The House Committee on Foreign Affairs Thursday unanimously approved a measure that would penalize foreign banks that offer financial services to Hezbollah, an Iran-backed, Lebanon-based Shiite militant group.
U.S. officials Tuesday charged a blacklisted Chinese national with using shell companies to maintain accounts at American banks and offered five million dollars for information on his whereabouts.
The financial clearing subsidiary of Deutsche Börse AG will pay the U.S. Treasury Department's sanctions enforcer $152 million for holding money in New York-based accounts on behalf of Iran's central bank.
As early as Monday, banks will be able to do what has become seemingly unthinkable in the sanctions compliance field during recent years: ramp up their ties to Iran.
The chairman of a Senate committee vowed Thursday to block additional sanctions against Iran in an effort to protect last month's multilateral accord to suspend portions of the country's nuclear program.
Western financial institutions won't radically amend their sanctions controls in response to an agreement to limit Iran's nuclear program in exchange for a relaxation of banking restrictions, say former officials.
Despite tightened controls on interbank messaging, some bankers looking to hide the role of their blacklisted clients in international wires need only type a single key on their keyboard, according to experts.
American sanctions enforcers will "primarily" focus in coming months on blacklisting Chinese firms that buy and resell defense industry or dual-use goods to Iran, a U.S. Justice Department official said Wednesday.
A U.S. official's threat last month of economic sanctions against four Chinese banks is likely to be toothless given economic and enforcement hurdles, say sanctions analysts.
The U.S. Treasury Department would have 90 days to issue regulations obligating banks to audit their correspondent relationships for possible ties to blacklisted Iranians, under a bipartisan bill reintroduced Wednesday.
Recent congressional disclosures and leaked diplomatic cables highlight the difficulties the United States faces in convincing even stalwart allies to enforce economic sanctions against Iran, say analysts.
China and other U.S. trading partners continue to provide Iran with energy and banking services five months after the passage of new comprehensive sanctions against the country, lawmakers said Wednesday.
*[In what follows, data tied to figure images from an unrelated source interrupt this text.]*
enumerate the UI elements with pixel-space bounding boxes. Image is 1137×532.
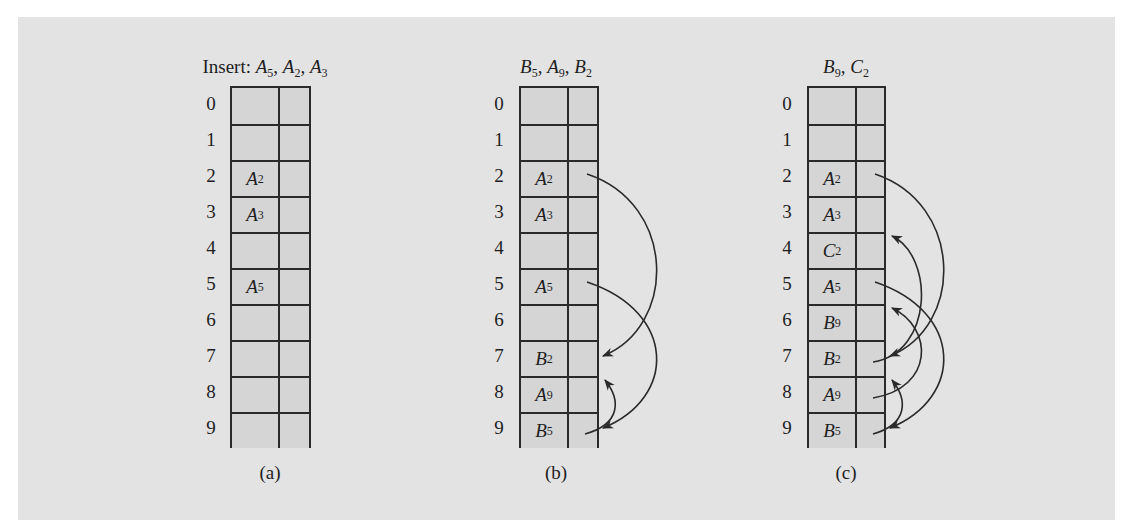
key-cell [521,306,569,340]
key-cell: A3 [809,198,857,232]
slot-index: 0 [777,93,797,115]
panel-title: B5, A9, B2 [520,56,592,78]
title-key: B2 [574,56,592,77]
slot-index: 9 [201,417,221,439]
link-cell [280,342,309,376]
link-cell [857,414,884,448]
key-cell [521,88,569,124]
link-cell [280,306,309,340]
key-cell: B5 [809,414,857,448]
key-cell [232,342,280,376]
key-cell [809,88,857,124]
table-row: A5 [521,268,597,304]
key-cell: B9 [809,306,857,340]
key-cell [232,88,280,124]
table-row [521,304,597,340]
key-cell [521,234,569,268]
slot-index: 5 [489,273,509,295]
link-cell [569,378,597,412]
table-row: A3 [232,196,309,232]
link-cell [857,88,884,124]
key-cell: A3 [521,198,569,232]
link-cell [280,88,309,124]
slot-index: 1 [201,129,221,151]
table-row: B5 [521,412,597,448]
title-key: B5 [520,56,538,77]
title-key: A2 [283,56,301,77]
slot-index: 8 [489,381,509,403]
key-cell [232,306,280,340]
slot-index: 9 [489,417,509,439]
key-cell: A9 [809,378,857,412]
table-row: B9 [809,304,884,340]
title-key: A3 [310,56,328,77]
key-cell: A2 [232,162,280,196]
link-cell [857,306,884,340]
key-cell: A3 [232,198,280,232]
table-row: B5 [809,412,884,448]
key-cell: A9 [521,378,569,412]
link-cell [569,342,597,376]
link-cell [857,378,884,412]
slot-index: 4 [777,237,797,259]
table-row: A2 [232,160,309,196]
link-cell [569,198,597,232]
table-row [232,124,309,160]
table-row [809,124,884,160]
title-key: B9 [823,56,841,77]
slot-index: 1 [777,129,797,151]
link-cell [857,234,884,268]
title-key: A9 [547,56,565,77]
title-prefix: Insert: [202,56,255,77]
link-cell [569,126,597,160]
table-row [232,340,309,376]
slot-index: 3 [201,201,221,223]
hash-table: A2A3C2A5B9B2A9B5 [807,86,886,448]
key-cell [521,126,569,160]
table-row: A2 [809,160,884,196]
slot-index: 9 [777,417,797,439]
slot-index: 6 [777,309,797,331]
hash-table: A2A3A5 [230,86,311,448]
slot-index: 6 [489,309,509,331]
link-cell [280,270,309,304]
table-row: A9 [521,376,597,412]
slot-index: 4 [489,237,509,259]
table-row [232,304,309,340]
slot-index: 3 [489,201,509,223]
slot-index: 0 [201,93,221,115]
link-cell [280,234,309,268]
table-row: A9 [809,376,884,412]
link-cell [857,198,884,232]
table-row [521,232,597,268]
key-cell [809,126,857,160]
link-cell [857,270,884,304]
table-row: C2 [809,232,884,268]
table-row: A5 [232,268,309,304]
link-cell [569,88,597,124]
key-cell [232,414,280,448]
panel-caption: (a) [259,462,280,484]
table-row [809,88,884,124]
slot-index: 1 [489,129,509,151]
table-row [521,124,597,160]
slot-index: 6 [201,309,221,331]
table-row [232,412,309,448]
slot-index: 7 [489,345,509,367]
title-key: C2 [850,56,869,77]
link-cell [280,414,309,448]
panel-title: B9, C2 [823,56,869,78]
table-row: A3 [809,196,884,232]
key-cell: A5 [809,270,857,304]
key-cell: A5 [521,270,569,304]
table-row [232,376,309,412]
panel-caption: (c) [835,462,856,484]
link-cell [569,306,597,340]
table-row: A2 [521,160,597,196]
link-cell [569,270,597,304]
table-row: B2 [809,340,884,376]
link-cell [569,162,597,196]
table-row: A3 [521,196,597,232]
slot-index: 8 [201,381,221,403]
slot-index: 2 [489,165,509,187]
At least 10 large domestic and international banks have dropped the accounts maintained for dozens of companies that sell agricultural and medical products to Iran through U.S. Treasury Department licenses.
Domestic banks and foreign financial institutions with U.S. branches are scrambling to comply with a tough new U.S. law and subsequent regulations designed to cripple the Iranian financial system, say analysts.
Businesses and individuals seeking to evade sanctions that target Iran and other nations may be utilizing back-to-back letters of credit to disguise their roles in transactions, say trade analysts.
The Council of the European Union agreed Monday to implement economic sanctions against Iran, including prohibitions on transactions involving Iranian banks and energy companies.
A Web site that purports to list the foreign correspondent relationships of many of Iran's financial institutions could cause U.S. institutions to rethink their ties to well-known international banks.
The U.S. Senate won't consider an Iran sanctions bill overwhelmingly approved by the U.S. House of Representatives Tuesday until a negotiation deadline set by the Obama administration expires, say analysts.
The head of the U.S. Senate Banking Committee will soon introduce a bill to broaden sanctions against financial institutions and other businesses tied to Iran and the country's nuclear ambitions.
UK-based institutions Barclays PLC and Lloyds TSB Bank both said last month that they were being investigated by the U.S. Justice Department and the Treasury Department's Office of Foreign Assets Control for possible violations of sanctions against state sponsors of terror.